Februrary is both Black History Month which includes the CIAA Basketball Tournament. Scholar Raja Malikah R., PHD takes a look back at the previous instance of Baltimore as a pit stop for the CIAA Tournament.
The CIAA Basketball Tournament returns to Baltimore, Maryland, where the Panthers of Virginia Union University defeated the Bulls of Johnson C. Smith University by a score of 83 to 81 to win the seventh annual championship 70 years ago. “For the first time in the history of the event, Baltimore will play host,” announced the Chicago Defender in 1952. After six successful years in the nation’s capital, the CIAA and its tournament committee relocated the postseason championship to Charm City that season.
Outside of Washington D.C., Baltimore was among the only cities below the Mason-Dixon line, and during the days of segregation, with the facilities and resources to accommodate African Americans and CIAA tournament goers.
During the 1952 postseason, most of the tournament’s excitement and news centered on location, place, and space. The enthusiasm centered not only on Baltimore, but also on the campus of Morgan State University. It was the first time that the championships were held on an HBCU campus and inside a Black college gymnasium—the then “new million-dollar Edward P. Hurt Gymnasium.”
Among the reasons for relocation was to acknowledge the growth of CIAA basketball, by hosting the 1952 tournament inside Hurt Gymnasium as part of its official dedication and opening ceremonies that year. With a seating capacity of 2,200, the gym honored “Morgan’s outstanding and veteran coach of football and track.” According to Virginia State University educator James A. Moore, it represented “a monument to a man” and was erected to “live as long as he lives, and as long as many of us here.”
Hurt Gymnasium was the physical manifestation of the racial and cultural power of Black college sports. It was a structure so profound that it scared Hurt “to death” when he walked into the house built and named in his honor.
The tournament lasted one year in Baltimore before moving to Durham, North Carolina to be closer to the CIAA institutions and fan base that existed at that time.
Though the CIAA tournament may not hold the same symbolisms and traditions of the past to the hundreds of thousands of people who attend the games and activities today, its value is undeniable and has become everything the tournament’s original founders—MSU’s Talmadge L. Hill, NCCU’s John B. McLendon, VSU/Hampton’s Harry R. Jefferson, and Howard’s John Burr—envisioned to be—an athletic and cultural institution.
The numbers are undeniable. Over 150,000 people travel annually for the CIAA Tournament. In the past 15 years, the tournament has generated $50 million per year for the city of Charlotte and Baltimore officials hope to generate the same economic success. The cities make money. But how does the CIAA compare?
The 2022 move to Baltimore exhibits a similar pattern to the tournament’s relocation 70 years ago. Like 1952 when the championship moved from the Washington Capitols’ Uline Arena to Hurt Gymnasium, this year’s tournament site is smaller than years’ past. Baltimore’s Royal Farms Arena seats up to 14,000 compared to the 20,200 seating capacity of the Spectrum Center in Charlotte.
Though the venue was smaller than previous years, the 1952 tournament in Baltimore at Morgan State allowed the CIAA to profit $1,273 compared to the $147 the Association deposited the year before. There was “overflow attendance” everyday and at every round of the tournament. As Talmadge Hill—the Father of the CIAA Basketball Tournament—recalled, Hurt Gymnasium was “taxed far beyond its limits.”
With a smaller venue comes an even greater chance for CIAA as an athletic conference to generate a larger profit from the 2022 CIAA Basketball Tournament once expenditures are paid, since most tournament goers attend the unofficial events outside of the arena anyway. The CIAA relies on ticket sales and a full arena for its true profits—the money needed to sustain the Association, its institutions, and athletic programs.
If history has its say—and it is Black History Month—and current predictions are correct, then the 2022 CIAA Basketball Tournament in Baltimore will find success and the Association as an athletic organization stands to gain because of the smaller venue. Where the tournament goes, so do the people with little thought about where the games are played.
The tournament has always been about more than the game and larger than any venue. For the hundreds of thousands of students, fans, and alumni who attend, the tournament is a basketball championship, a community gathering, a family reunion, and a homecoming all wrapped together. Whether it is 1952 or 2022, the CIAA Basketball Tournament is and will always be, in the words of the late-Elizabeth City State University coach Robert L. Vaughan, “a social event where they just happen to be playing basketball….You want to win the game, but you come back to see folks.”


• **WORK INSTRUCTIONS**:
Gather every line in the records below that contains the word "Enterprise".

(Items from a dataset)

☆ ☆ ☆ ☆

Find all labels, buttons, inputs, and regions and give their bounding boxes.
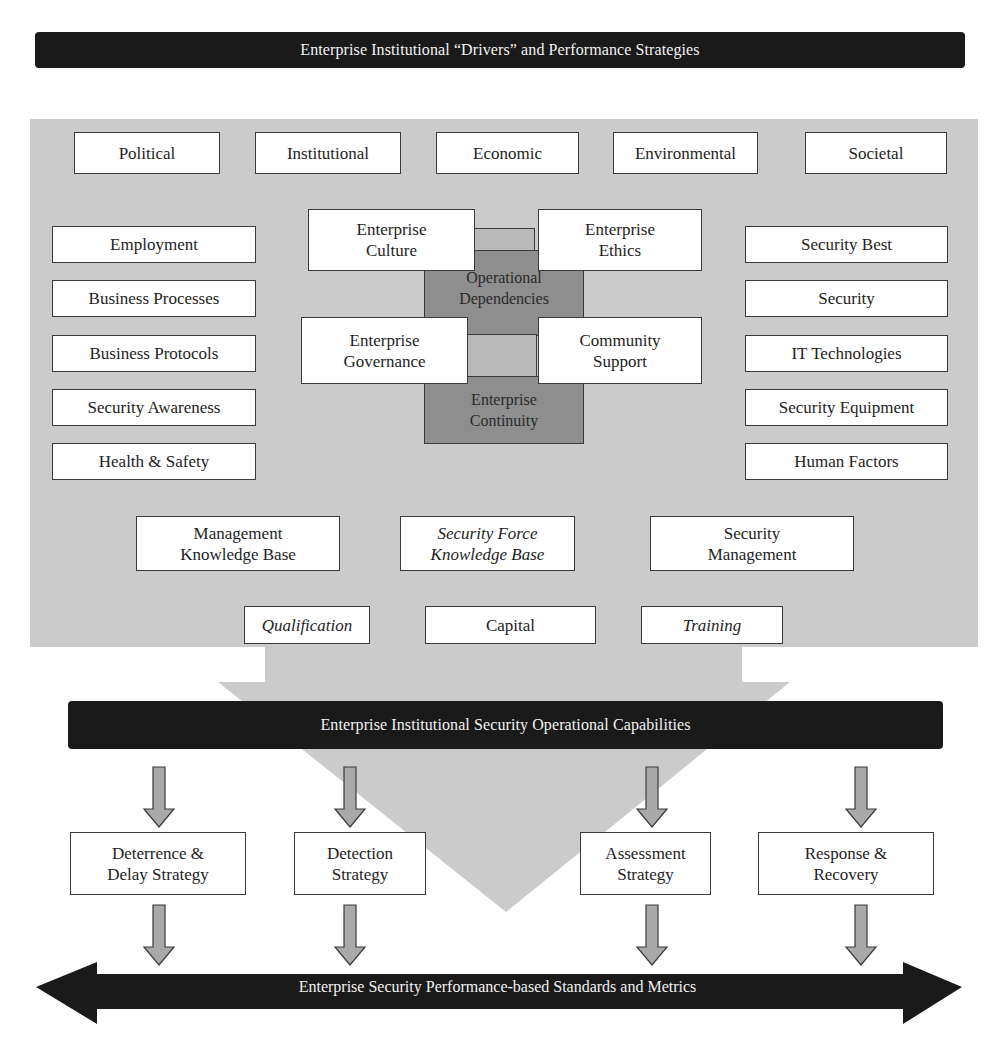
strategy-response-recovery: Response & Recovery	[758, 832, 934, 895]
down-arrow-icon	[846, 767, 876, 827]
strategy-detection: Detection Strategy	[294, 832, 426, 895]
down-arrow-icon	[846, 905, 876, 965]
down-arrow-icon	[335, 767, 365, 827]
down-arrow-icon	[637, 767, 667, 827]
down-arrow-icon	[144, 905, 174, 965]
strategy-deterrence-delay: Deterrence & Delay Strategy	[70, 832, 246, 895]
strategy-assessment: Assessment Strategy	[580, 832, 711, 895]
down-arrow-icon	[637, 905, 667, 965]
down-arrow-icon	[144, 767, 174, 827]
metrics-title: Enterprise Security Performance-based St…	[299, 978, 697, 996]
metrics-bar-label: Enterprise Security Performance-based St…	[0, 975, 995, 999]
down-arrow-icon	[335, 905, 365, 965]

☆ ☆ ☆ ☆

• **RESULT OF THE EXERCISE**:
metrics-title: Enterprise Security Performance-based St…	[299, 978, 697, 996]
metrics-bar-label: Enterprise Security Performance-based St…	[0, 975, 995, 999]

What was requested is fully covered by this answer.